There are two jobs here. First, classify an angle — say what type it is just from its size. Second, name an angle correctly. Both are quick once you know the rules.
Classify by Size
Every angle gets a name based on how open it is. Learn these five and you've got the lot:
Acute — less than 90°, a sharp little angle. Right — exactly 90°, the corner of a page (this is the one marked with the little square). Obtuse — between 90° and 180°, wider than a right angle but not yet a straight line. Straight — exactly 180°, the two arms make one straight line. Reflex — more than 180° (and less than 360°), the big way round.

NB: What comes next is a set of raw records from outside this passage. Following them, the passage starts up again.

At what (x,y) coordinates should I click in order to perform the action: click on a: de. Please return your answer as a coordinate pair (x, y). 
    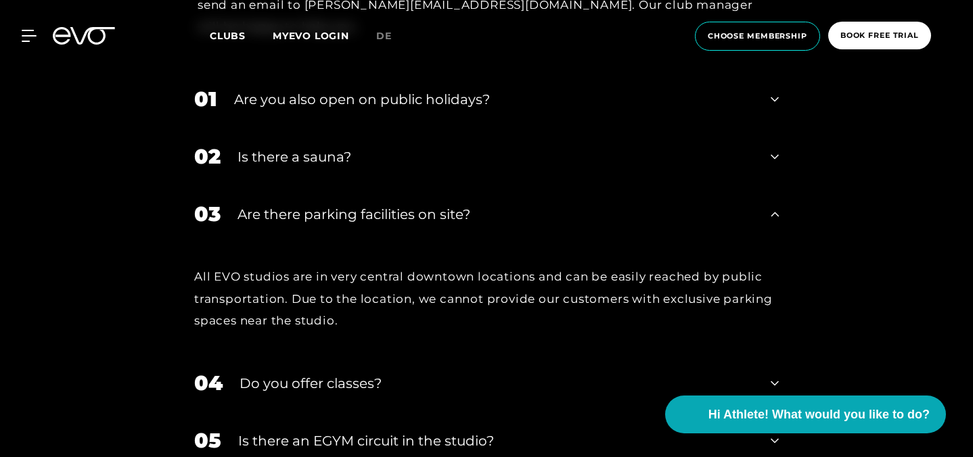
    Looking at the image, I should click on (392, 36).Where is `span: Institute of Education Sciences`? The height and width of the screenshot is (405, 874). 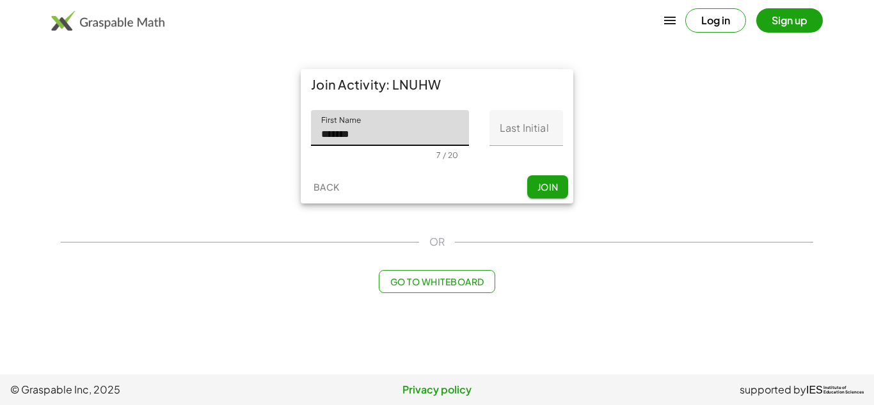
span: Institute of Education Sciences is located at coordinates (843, 390).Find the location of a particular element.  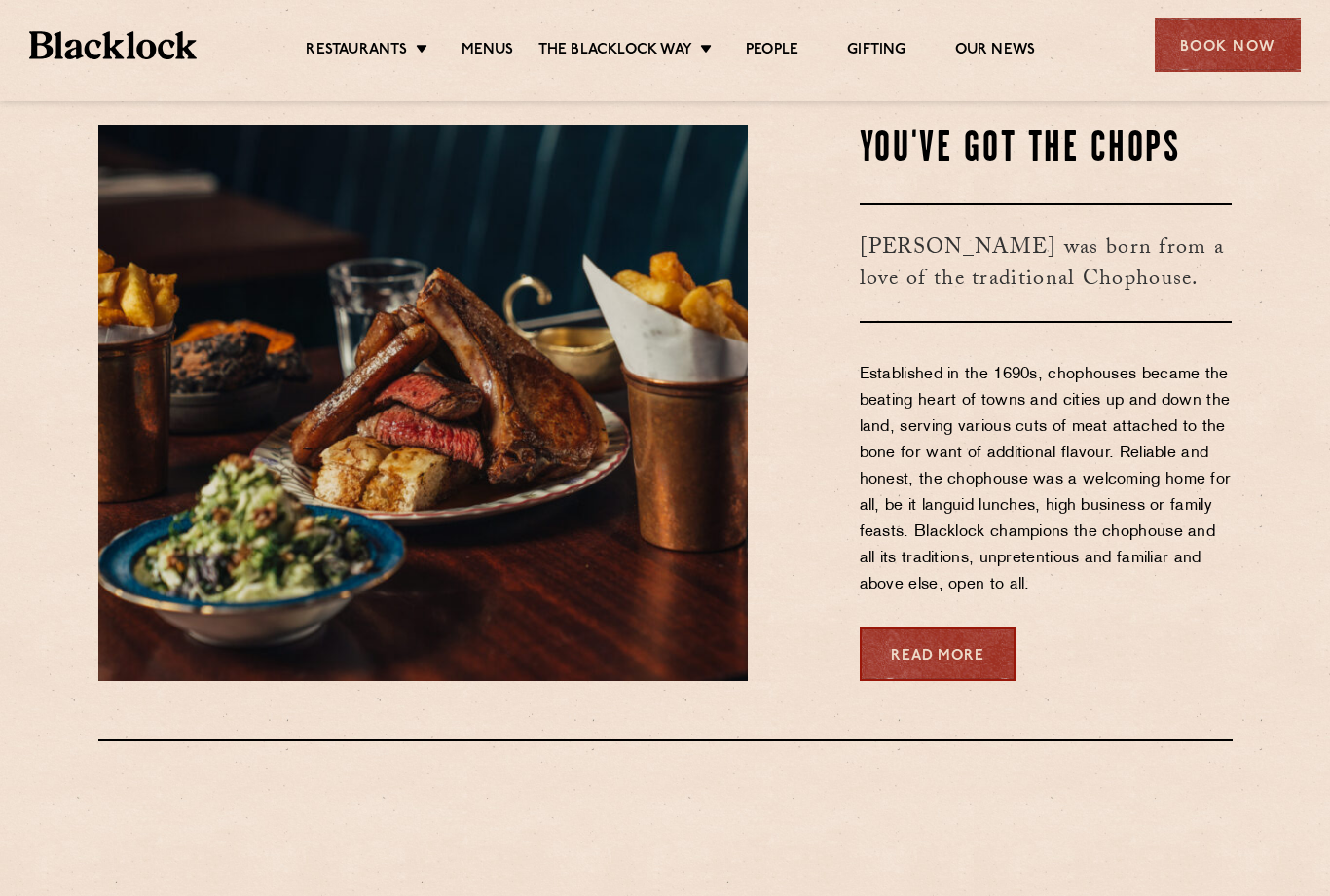

img: BL_Textured_Logo-footer-cropped.svg is located at coordinates (113, 44).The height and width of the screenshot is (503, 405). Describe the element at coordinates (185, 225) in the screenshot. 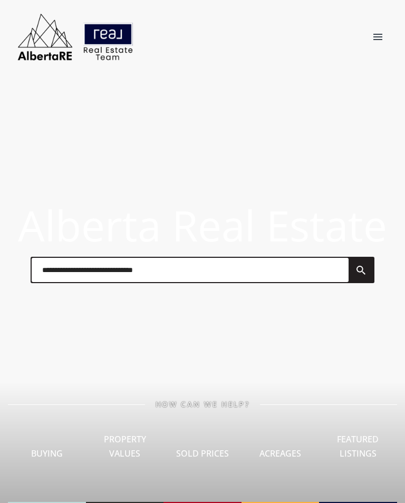

I see `span: R` at that location.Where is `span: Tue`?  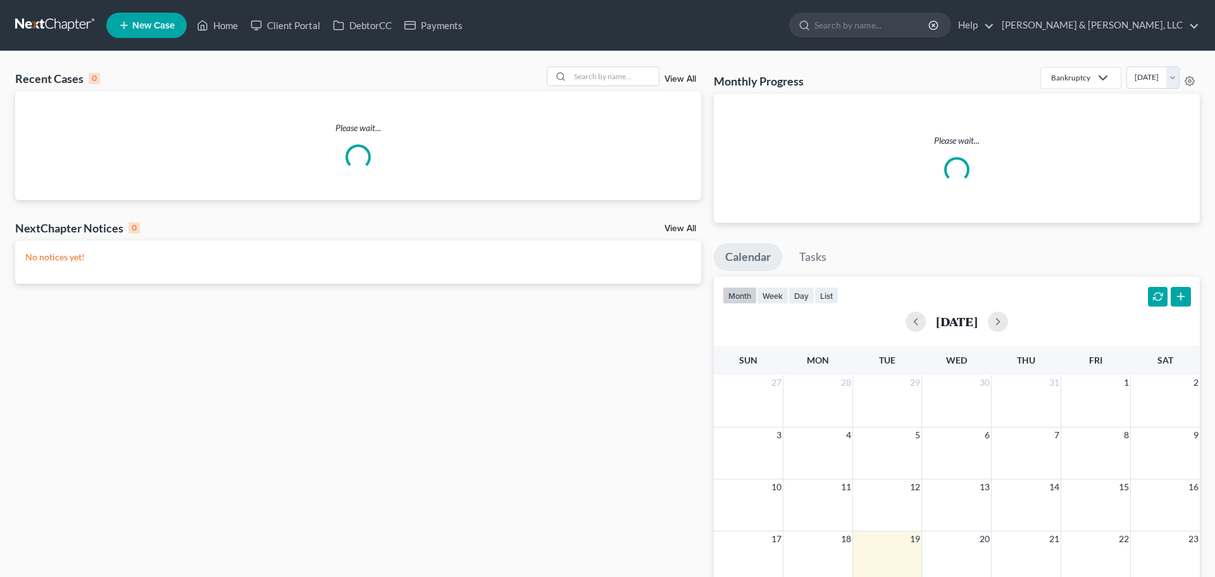 span: Tue is located at coordinates (887, 360). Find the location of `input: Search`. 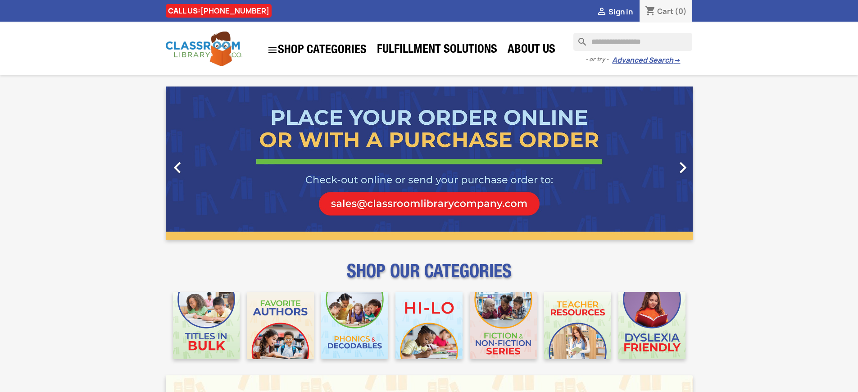

input: Search is located at coordinates (633, 42).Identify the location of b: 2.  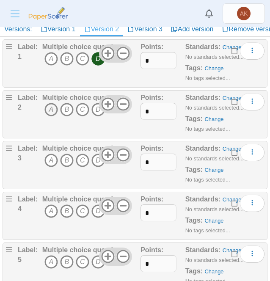
(19, 107).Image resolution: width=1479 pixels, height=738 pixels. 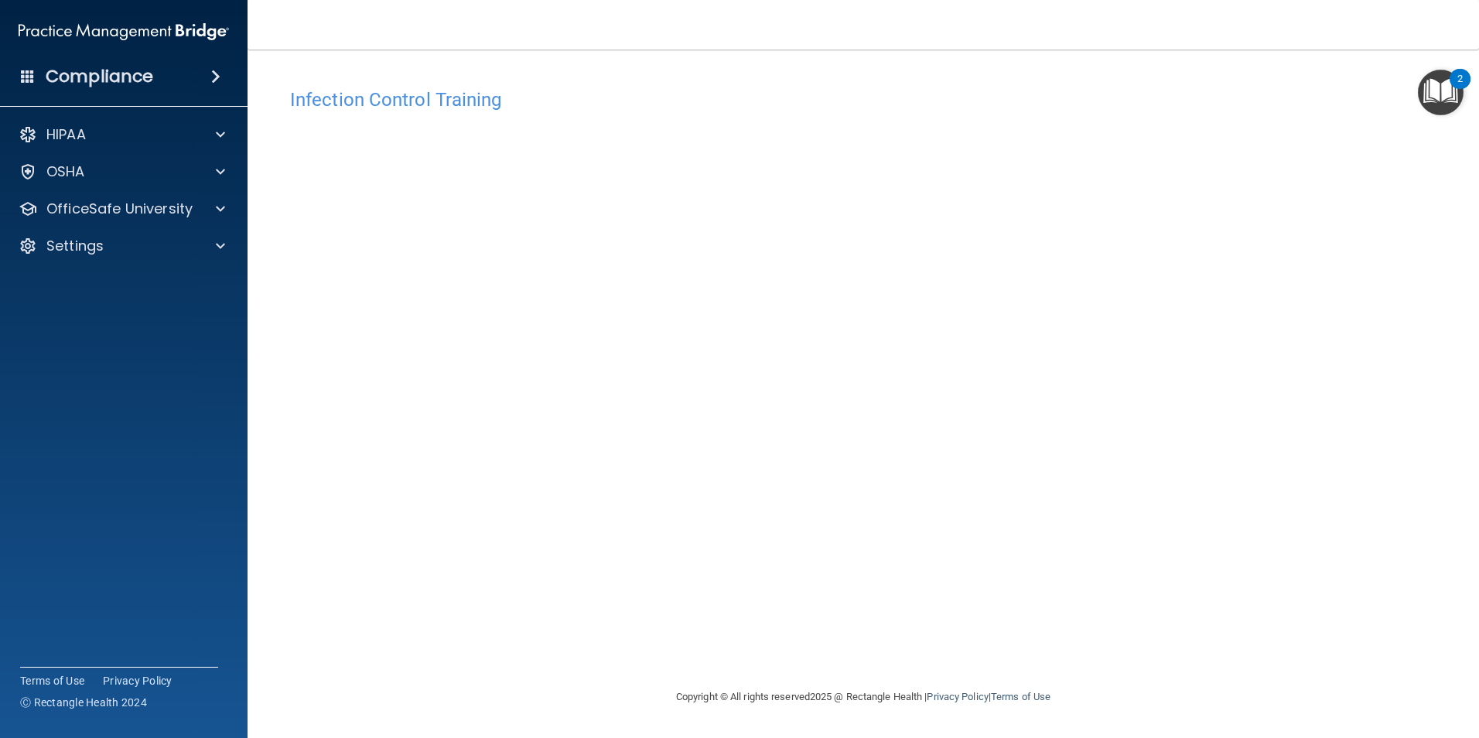 What do you see at coordinates (121, 246) in the screenshot?
I see `a: Settings` at bounding box center [121, 246].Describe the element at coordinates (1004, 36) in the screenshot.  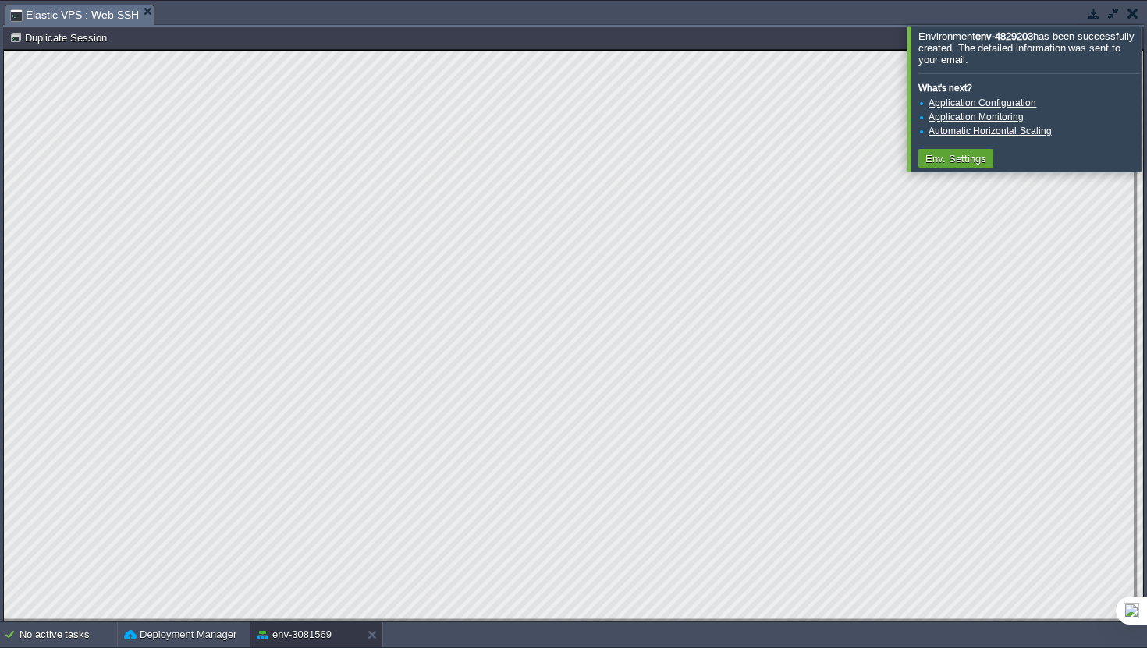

Name It with ∠ and Three Letters
To name an angle you write ∠ then three points, with the vertex in the middle. If the corner is at B and the arms reach out to A and C, the angle is ∠ABC (and ∠CBA is the same angle — just read the other way). The two outside letters can swap; the middle one can't.
A Worked One
Say a diagram shows a corner at point Q, with one arm going to P and the other to R, and you measure the opening as 130°. Job one: 130° is between 90° and 180°, so it's an obtuse angle. Job two: vertex Q goes in the middle, so it's ∠PQR. Put it together: ∠PQR is an obtuse angle of 130°.
When Two Letters Is Enough — and When It Isn't
You'll sometimes see an angle written with just one letter, like ∠B, when there's only one angle at that point and there's no chance of confusion. But the moment several angles share a vertex, you must use all three letters so it's crystal clear which one you mean. When in doubt, use three.